Skip to main content Accessibility help
×
Hostname: page-component-848d4c4894-5nwft Total loading time: 0 Render date: 2024-05-26T19:23:18.146Z Has data issue: false hasContentIssue false

12 - Dreiser and crime

from Part II - Dreiser and his culture

Published online by Cambridge University Press:  28 May 2006

Leonard Cassuto
Affiliation:
Fordham University, New York
Clare Virginia Eby
Affiliation:
University of Connecticut
Get access

Summary

When Theodore Dreiser was finishing An American Tragedy in 1925, he found himself unsatisfied with the scene of Clyde’s execution at the end of the novel. In search of the specificity that fuels all of his writing, he sought to observe an actual death row at Ossining (“Sing-Sing”) State Prison in New York. The visit, brokered by his friend and supporter H. L. Mencken, was arranged by none other than James M. Cain, then a writer at the New York World. A few years later, Cain would turn from journalism to fiction, just as Dreiser had done a quarter of a century earlier. Cain’s first two novels, The Postman Always Rings Twice (1934) and Double Indemnity (1936), were stories of planned murder for love and money, and they shocked the literary community with their frank portrayals of greed, lust, and depravity. Like Dreiser - whose earlier novels had been attacked by such organizations as the New York Society for the Suppression of Vice - Cain found himself the object of a moralistic crusade to have his writing banned. And like Dreiser’s writing, instead of being suppressed, Cain’s work became influential. His novels continue to be read; today Cain is recognized as one of the founders of the hard-boiled school of crime fiction, a genre which features self-interested, emotionally hardened loners who navigate a morally degraded world.

Type
Chapter
Information
Publisher: Cambridge University Press
Print publication year: 2004

Access options

Get access to the full version of this content by using one of the access options below. (Log in options will check for institutional or personal access. Content may require purchase if you do not have access.)

Save book to Kindle

To save this book to your Kindle, first ensure coreplatform@cambridge.org is added to your Approved Personal Document E-mail List under your Personal Document Settings on the Manage Your Content and Devices page of your Amazon account. Then enter the ‘name’ part of your Kindle email address below. Find out more about saving to your Kindle.

Note you can select to save to either the @free.kindle.com or @kindle.com variations. ‘@free.kindle.com’ emails are free but can only be saved to your device when it is connected to wi-fi. ‘@kindle.com’ emails can be delivered even when you are not connected to wi-fi, but note that service fees apply.

Find out more about the Kindle Personal Document Service.

Available formats
×

Save book to Dropbox

To save content items to your account, please confirm that you agree to abide by our usage policies. If this is the first time you use this feature, you will be asked to authorise Cambridge Core to connect with your account. Find out more about saving content to Dropbox.

Available formats
×

Save book to Google Drive

To save content items to your account, please confirm that you agree to abide by our usage policies. If this is the first time you use this feature, you will be asked to authorise Cambridge Core to connect with your account. Find out more about saving content to Google Drive.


- **Brief**: Copy out each line below in which the string "transplants" appears.

- **Records shown**:
##########
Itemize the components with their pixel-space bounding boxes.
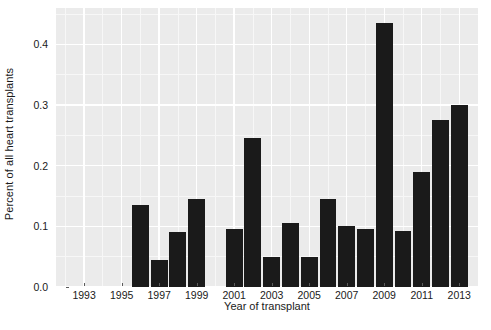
bar	[432, 120, 449, 287]
bar	[320, 199, 337, 287]
x-axis-tick-mark	[309, 283, 310, 286]
x-axis-tick-mark	[159, 283, 160, 286]
bar	[357, 229, 374, 287]
x-axis-tick-mark	[422, 283, 423, 286]
x-axis-tick-label: 2011	[402, 289, 442, 301]
gridline-major-horizontal	[56, 44, 478, 45]
x-axis-title-text: Year of transplant	[224, 300, 310, 312]
x-axis-tick-mark	[347, 283, 348, 286]
gridline-minor-horizontal	[56, 14, 478, 15]
gridline-minor-horizontal	[56, 74, 478, 75]
x-axis-tick-mark	[84, 283, 85, 286]
bar	[244, 138, 261, 287]
bar	[338, 226, 355, 287]
x-axis-tick-mark	[197, 283, 198, 286]
gridline-major-horizontal	[56, 165, 478, 166]
bar	[282, 223, 299, 287]
gridline-major-vertical	[121, 8, 122, 287]
x-axis-tick-mark	[384, 283, 385, 286]
y-axis-title: Percent of all heart transplants	[0, 0, 18, 288]
x-axis-tick-mark	[122, 283, 123, 286]
x-axis-tick-mark	[459, 283, 460, 286]
x-axis-tick-mark	[234, 283, 235, 286]
bar	[395, 231, 412, 287]
y-axis-title-text: Percent of all heart transplants	[3, 68, 15, 220]
y-axis-tick-label: 0.3	[20, 100, 48, 111]
bar	[132, 205, 149, 287]
x-axis-tick-label: 1995	[102, 289, 142, 301]
bar-chart: Percent of all heart transplants 0.00.10…	[0, 0, 491, 330]
gridline-major-vertical	[158, 8, 159, 287]
gridline-minor-vertical	[215, 8, 216, 287]
x-axis-tick-label: 2013	[439, 289, 479, 301]
bar	[413, 172, 430, 287]
x-axis-tick-mark	[272, 283, 273, 286]
x-axis-tick-label: 2007	[327, 289, 367, 301]
x-axis-tick-label: 2005	[289, 289, 329, 301]
y-axis-tick-labels: 0.00.10.20.30.4	[18, 0, 48, 330]
y-axis-tick-label: 0.0	[20, 282, 48, 293]
x-axis-tick-label: 1993	[64, 289, 104, 301]
x-axis-tick-label: 2003	[252, 289, 292, 301]
bar	[169, 232, 186, 287]
y-axis-tick-label: 0.4	[20, 39, 48, 50]
plot-panel	[56, 8, 478, 287]
x-axis-tick-label: 1997	[139, 289, 179, 301]
bar	[188, 199, 205, 287]
gridline-minor-vertical	[102, 8, 103, 287]
bar	[226, 229, 243, 287]
gridline-minor-vertical	[65, 8, 66, 287]
x-axis-tick-label: 2001	[214, 289, 254, 301]
x-axis-tick-label: 1999	[177, 289, 217, 301]
bar	[376, 23, 393, 287]
x-axis-title: Year of transplant	[56, 300, 478, 312]
x-axis-tick-label: 2009	[364, 289, 404, 301]
gridline-major-vertical	[271, 8, 272, 287]
gridline-minor-horizontal	[56, 135, 478, 136]
y-axis-tick-label: 0.2	[20, 160, 48, 171]
gridline-major-vertical	[309, 8, 310, 287]
y-axis-tick-mark	[66, 287, 69, 288]
y-axis-tick-label: 0.1	[20, 221, 48, 232]
bar	[451, 105, 468, 287]
gridline-major-vertical	[83, 8, 84, 287]
gridline-major-horizontal	[56, 104, 478, 105]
##########
- **Answer space**:
y-axis-title: Percent of all heart transplants	[0, 0, 18, 288]
y-axis-title-text: Percent of all heart transplants	[3, 68, 15, 220]
bar-chart: Percent of all heart transplants 0.00.10…	[0, 0, 491, 330]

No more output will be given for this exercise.